In 1924, a little-known physicist from India made what many thought was a mistake.
At least, that’s what the journals told him. His equations describing particles of light were rejected — too radical, too strange.
So he sent them directly to Albert Einstein.
Einstein did not reject them. Instead, he translated the paper into German, helped publish it, and used the ideas to build an entirely new branch of physics.
Today, lasers, superfluids, and quantum computing all rely on Bose–Einstein statistics.
Einstein became immortal in textbooks. Bose was reduced to a footnote.
Every boson carries his name, yet history almost forgot the man behind Satyendra Nath Bose.
Rishab Rikhiram Sharma performed on the sitar at the T20 World Cup opening ceremony at Wankhede Stadium yesterday, and his music left the entire crowd mesmerized.🎻❤️
AMI Labs founder Yann LeCun on why LLMs are fooling us the same way AI has for decades:
He argues that every generation of AI scientists has made the same mistake: confusing task performance with real intelligence.
LeCun's core challenge to the current hype:
"We're fooled into thinking those machines are intelligent because they can manipulate language. And we're used to the fact that people who can manipulate language very well are implicitly smart."
He's clear that LLMs are useful, but being a useful tool and being intelligent are two very different things.
The real insight is the historical pattern he's lived through.
Since the 1950s, wave after wave of AI researchers have claimed their breakthrough was the path to human-level intelligence.
Marvin Minsky. Herbert Simon. Frank Rosenblatt — who invented the perceptron, the first learning machine, in the 1950s — all predicted machines as smart as humans within a decade.
"They were all wrong."
LeCun has personally witnessed three of these cycles of hype and disappointment. And his verdict on the current one is blunt:
"This generation with LLMs is also wrong. It's just another example of being fooled."
The pattern: A new technique emerges → machines get good at specific tasks → we assume general intelligence
The question worth asking: are we impressed by these tools because they're intelligent, or because they sound like they are?
Javed Akhtar claims Sholay's temple scene where Lord Shiva and Hinduism were mocked can't be screened in today's India.
Wrong, Javed saab. You can screen it even today, just that in today's India, Hindus will ask you why you never had the guts to mock Allah or Islam similarly.
It's a weird time. I am filled with wonder and also a profound sadness.
I spent a lot of time over the weekend writing code with Claude. And it was very clear that we will never ever write code by hand again. It doesn't make any sense to do so.
Something I was very good at is now free and abundant. I am happy...but disoriented.
At the same time, something I spent my early career building (social networks) was being created by lobster-agents. It's all a bit silly...but if you zoom out, it's kind of indistinguishable from humans on the larger internet.
So both the form and function of my early career are now produced by AI.
I am happy but also sad and confused.
If anything, this whole period is showing me what it is like to be human again.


Problem. Make a verbatim copy of the records; pictures stay out.
------------------------------------
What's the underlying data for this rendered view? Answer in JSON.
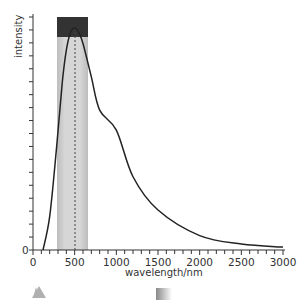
{
  "chart_data": {
    "type": "line",
    "title": "",
    "xlabel": "wavelength/nm",
    "ylabel": "intensity",
    "xlim": [
      0,
      3000
    ],
    "ylim": [
      0,
      1
    ],
    "x_ticks": [
      0,
      500,
      1000,
      1500,
      2000,
      2500,
      3000
    ],
    "x_tick_labels": [
      "0",
      "500",
      "1000",
      "1500",
      "2000",
      "2500",
      "3000"
    ],
    "x_minor_tick_step": 100,
    "y_tick_labels": [
      "0"
    ],
    "y_minor_tick_count": 18,
    "grid": false,
    "legend": null,
    "series": [
      {
        "name": "spectral intensity",
        "x": [
          120,
          200,
          280,
          350,
          400,
          450,
          500,
          550,
          600,
          700,
          800,
          1000,
          1200,
          1500,
          2000,
          2500,
          3000
        ],
        "y": [
          0.0,
          0.15,
          0.45,
          0.75,
          0.9,
          0.98,
          1.0,
          0.98,
          0.93,
          0.78,
          0.63,
          0.54,
          0.33,
          0.18,
          0.065,
          0.027,
          0.013
        ]
      }
    ],
    "annotations": [
      {
        "type": "vband",
        "label": "visible range",
        "x_start": 280,
        "x_end": 650,
        "color": "#c8c8c8"
      },
      {
        "type": "vline",
        "label": "peak wavelength",
        "x": 500,
        "style": "dashed"
      },
      {
        "type": "box",
        "label": "peak region marker",
        "x_start": 280,
        "x_end": 650,
        "color": "#333333"
      }
    ],
    "markers_below_axis": [
      {
        "shape": "triangle",
        "color": "#b0b0b0"
      },
      {
        "shape": "gradient-block",
        "color": "#888888"
      }
    ]
  },
  "labels": {
    "ylabel": "intensity",
    "xlabel": "wavelength/nm",
    "y_zero": "0",
    "x_ticks": [
      "0",
      "500",
      "1000",
      "1500",
      "2000",
      "2500",
      "3000"
    ]
  }
}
------------------------------------
Response to the task.
What's the underlying data for this rendered view? Answer in JSON.
{
  "chart_data": {
    "type": "line",
    "title": "",
    "xlabel": "wavelength/nm",
    "ylabel": "intensity",
    "xlim": [
      0,
      3000
    ],
    "ylim": [
      0,
      1
    ],
    "x_ticks": [
      0,
      500,
      1000,
      1500,
      2000,
      2500,
      3000
    ],
    "x_tick_labels": [
      "0",
      "500",
      "1000",
      "1500",
      "2000",
      "2500",
      "3000"
    ],
    "x_minor_tick_step": 100,
    "y_tick_labels": [
      "0"
    ],
    "y_minor_tick_count": 18,
    "grid": false,
    "legend": null,
    "series": [
      {
        "name": "spectral intensity",
        "x": [
          120,
          200,
          280,
          350,
          400,
          450,
          500,
          550,
          600,
          700,
          800,
          1000,
          1200,
          1500,
          2000,
          2500,
          3000
        ],
        "y": [
          0.0,
          0.15,
          0.45,
          0.75,
          0.9,
          0.98,
          1.0,
          0.98,
          0.93,
          0.78,
          0.63,
          0.54,
          0.33,
          0.18,
          0.065,
          0.027,
          0.013
        ]
      }
    ],
    "annotations": [
      {
        "type": "vband",
        "label": "visible range",
        "x_start": 280,
        "x_end": 650,
        "color": "#c8c8c8"
      },
      {
        "type": "vline",
        "label": "peak wavelength",
        "x": 500,
        "style": "dashed"
      },
      {
        "type": "box",
        "label": "peak region marker",
        "x_start": 280,
        "x_end": 650,
        "color": "#333333"
      }
    ],
    "markers_below_axis": [
      {
        "shape": "triangle",
        "color": "#b0b0b0"
      },
      {
        "shape": "gradient-block",
        "color": "#888888"
      }
    ]
  },
  "labels": {
    "ylabel": "intensity",
    "xlabel": "wavelength/nm",
    "y_zero": "0",
    "x_ticks": [
      "0",
      "500",
      "1000",
      "1500",
      "2000",
      "2500",
      "3000"
    ]
  }
}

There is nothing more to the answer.